Coal mines aren’t the answer – but workers need a job they’re proud of
The national outcry against Britain’s first new coal mine in 30 years has been loud and long. But not in Cumbria, writes Chris Blackhurst. There, the focus is on the economic fortunes it could bring
It’s not a name that trips off the tongue. Cumbrians Opposed to a Radioactive Environment or Core (geddit?).
Even its repetition conjures up an image in my mind of a few desultory souls holding placards outside the gates of Sellafield. Indeed, that’s pretty much what Core amounted to. This, despite Cumbria, where I grew up, being the centre of all things nuclear.
In my hometown of Barrow-in-Furness, the main – make that only – large-scale employer is engaged in the building of Trident nuclear submarines. These are nuclear-powered and designed to carry nuclear missiles. And they are being assembled in the shipyard right in the centre of the town.
Across Morecambe Bay are the two nuclear power stations at Heysham. Up the coast, is the vast Sellafield complex.
We would watch ships from Japan dock and unload spent nuclear fuel onto specially-designed trains for transporting to Sellafield and reprocessing. My father, a school teacher, would borrow the Geiger counter from the school laboratories and take it down to the beach. Frequently, when it neared a clump of washed-up seaweed the machine would erupt in a frenzy of beeping.
Occasionally, Core would be joined by protestors from Greenpeace and the like, but the backlash was thin and certainly did not involve many locals. There was no mass outcry from Cumbrians protesting that their county was a nuclear engineering and dumping ground. There still isn’t. Jobs mattered and matter to them more than environmental concerns.
So it is again with the go-ahead for a new coal mine at Whitehaven, also in Cumbria. It’s the first mine to be built in Britain in 30 years. When completed it will produce 2.8 million tonnes of coking coal for use in steelmaking.

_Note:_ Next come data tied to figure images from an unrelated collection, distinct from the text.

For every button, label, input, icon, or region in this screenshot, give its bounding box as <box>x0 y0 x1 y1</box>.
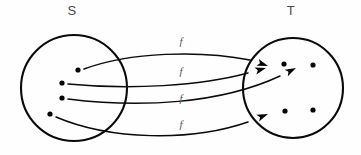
mapping-arc <box>68 73 248 87</box>
mapping-label: f <box>179 65 184 77</box>
mapping-labels-group: ffff <box>179 35 184 130</box>
set-label-s: S <box>67 3 76 18</box>
set-element-dot <box>310 107 315 112</box>
set-element-dot <box>310 62 315 67</box>
set-boundary-s <box>21 35 127 141</box>
mapping-arc <box>84 54 250 69</box>
set-label-t: T <box>287 3 295 18</box>
set-element-dot <box>47 111 52 116</box>
diagram-canvas: S T ffff <box>0 0 361 155</box>
arrow-head-icon <box>285 65 298 76</box>
set-element-dot <box>75 67 80 72</box>
mapping-arcs-group <box>56 54 298 136</box>
mapping-label: f <box>179 92 184 104</box>
set-mapping-figure: S T ffff <box>0 0 361 155</box>
set-element-dot <box>59 95 64 100</box>
set-element-dot <box>59 80 64 85</box>
arrow-head-icon <box>256 111 269 122</box>
mapping-label: f <box>179 118 184 130</box>
set-element-dot <box>281 61 286 66</box>
set-boundary-t <box>243 38 343 138</box>
arrow-head-icon <box>254 65 267 75</box>
mapping-arc <box>68 76 280 103</box>
mapping-arc <box>56 117 248 136</box>
set-element-dot <box>282 108 287 113</box>
mapping-label: f <box>179 35 184 47</box>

Emissions from burning this coal will add 8.4 million tonnes of Co2 into the atmosphere every year.
So much for the government’s climate crisis policies and “net zero” targets. The national outcry against the mine has been loud and long. But not in Cumbria. There, the focus is on the 500 jobs that will be created.
Pancho Lewis, a researcher at Lancaster University, has studied the local response. The media has homed in on the area’s deprivation but he says, the picture is more complicated than that. Many of those in Whitehaven supporting the mine are retired and comfortably well-off.
There is an element of nostalgia – this part of Cumbria was once home to many pits, with the coal being shipped around the world from Whitehaven harbour. The last plant closed only in the mid-1980s.
What Lewis found, however, was not so much fond memories for the old mines but rather harking back to an era when the town and district was a hive of economic activity. It was a bustling place, quite unlike today. As well as coal mines, Whitehaven was home to a large chemical factory, Marchon, which employed thousands. Marchon shut in 2005 and the site lies empty.
There was a buzz and pride, too, in the fact the mines made the inhabitants feel they were part of the modern, global economy, that their coal was being exported and used abroad.
Lewis identifies another reason why the mines were welcomed. The working-class community understood and valued manual labour. They could also build their lives around it, clocking off on a Friday, have a social weekend, starting again on a Monday.
What service industries there are that have come in and replaced some of the jobs lost are not the same. They’re seven days a week, the shift patterns are socially awkward, they involve sitting behind terminals or working in hairdressers or flipping burgers in fast food outlets. The actual work is far safer and healthier than grafting down a mine but job security can be tenuous and the skills required are less. Miners, in short, took pride in their work; and the town in them.
The mines, too, had their supply chains of other, smaller businesses. Keeping their wheels turning was a collective, joint enterprise. This has not been replicated.
It’s food for thought for those who speak gaily of service jobs pouring into the post-industrial Midlands and North.
There’s been shock that Whitehaven is in favour of a new coal mine. Other parts of the country and politicians at Westminster simply do not get it.
A bit of effort to understand the mentality of the local people could help provide the answer. They are not heads-in-the-sand climate change deniers but they do have other values and priorities.
More creative thinking might, for instance, supply an alternative, sticking to what they did best once and would like to do again. It does not need to be a mine, and can have a current, even future-looking twist. The area could house renewable energy manufacturing projects, constructing wind turbines and solar panels. And as Lewis says, there was talk of building a new steel recycling plant just north of Whitehaven in Workington. “A factory of this nature would resonate with the area’s heritage, and provide a bridge between its past and reimagined green industrial future.”
Concludes Lewis: “Until the political organisation exists to make ideas like this [the recycled steel factory] a reality, the same mistakes will arise, with new fossil fuel projects offering the only investment to communities eager for some alternative to decline.”
I checked, and Core is still alive. But its website does not appear to have been updated since 2019. Meanwhile, the nuclear industry in Cumbria continues to thrive.